Searching Google, Where Internet Access is Scarce
Internet searching means that finding information mundane, obscure, or fantastically useful is just a few keystrokes away — but not if you're without a connection to the Internet (or can't read), both the norm for many of the world's poor. itwbennett writes "Rose Shuman developed a contraption for this under-served population called Question Box that is essentially a one-step-removed Internet search: 'A villager presses a call button on a physical intercom device, located in their village, which connects them to a trained operator in a nearby town who's sitting in front of a computer attached to the Internet. A question is asked. While the questioner holds, the operator looks up the answer on the Internet and reads it back. All questions and answers are logged. For the villager there is no keyboard to deal with. No complex technology. No literacy issues.' This week, Jon Gosier, of Appfrica, launched a web site called World Wants to Know that displays the QuestionBox questions being asked in real time. As Jon put it, it's allowing 'searching where Google can't.' And providing remarkable insight into the real information needs of off-the-grid populations."

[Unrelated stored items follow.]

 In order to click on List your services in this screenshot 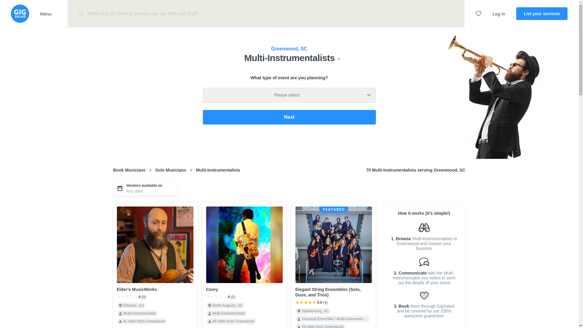, I will do `click(542, 13)`.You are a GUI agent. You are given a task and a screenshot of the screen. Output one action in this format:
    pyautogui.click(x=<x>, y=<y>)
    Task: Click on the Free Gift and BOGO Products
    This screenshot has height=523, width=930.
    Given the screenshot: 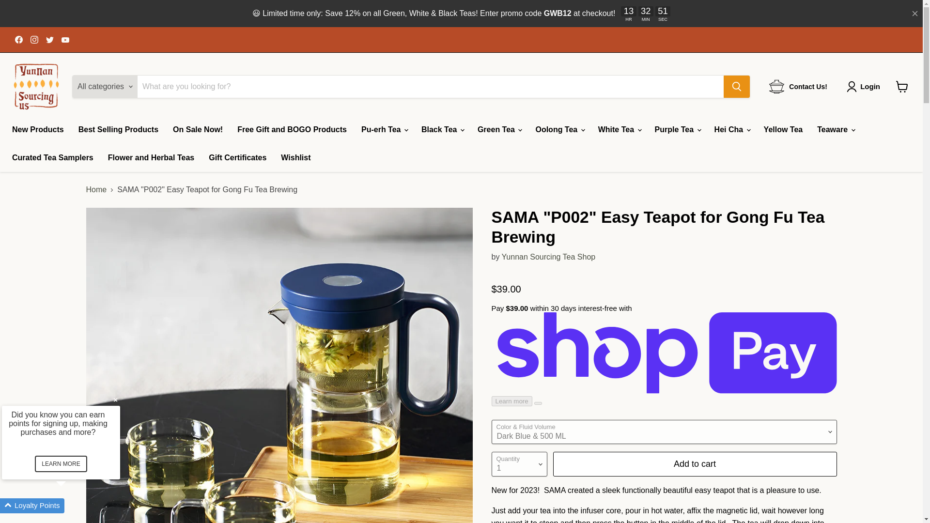 What is the action you would take?
    pyautogui.click(x=292, y=130)
    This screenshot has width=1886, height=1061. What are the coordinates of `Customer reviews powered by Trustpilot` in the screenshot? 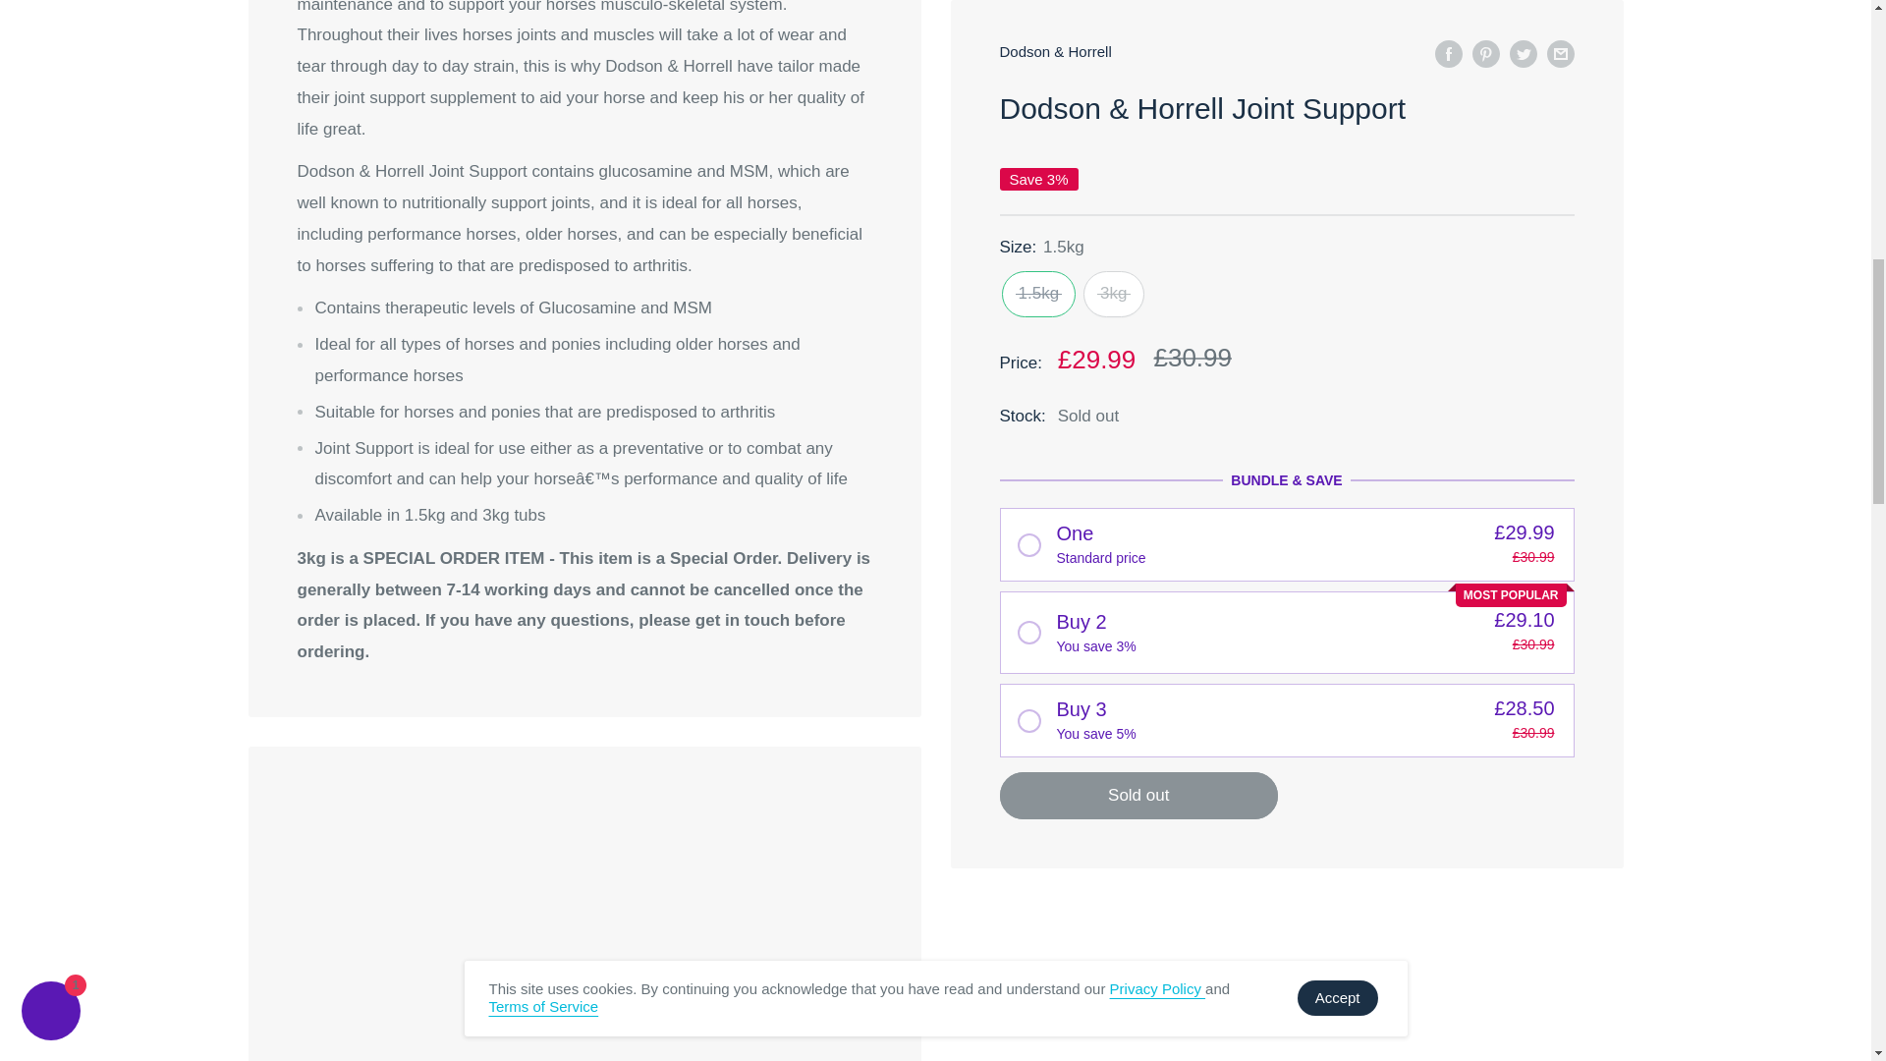 It's located at (583, 904).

How much wood would a wood-chuck chuck if a wood-chuck could chuck wood?
What are you smoking?
WTF? Care to explain that to people affected by Three mile Island, Selafield/Windscale, Chernoybl?
Nuclear fission will never be a clean source of engery are there is always going to be radioactive waste produced.
--- Users are like bacteria -> Each one causing a thousand tiny crises until the host finally gives up and dies.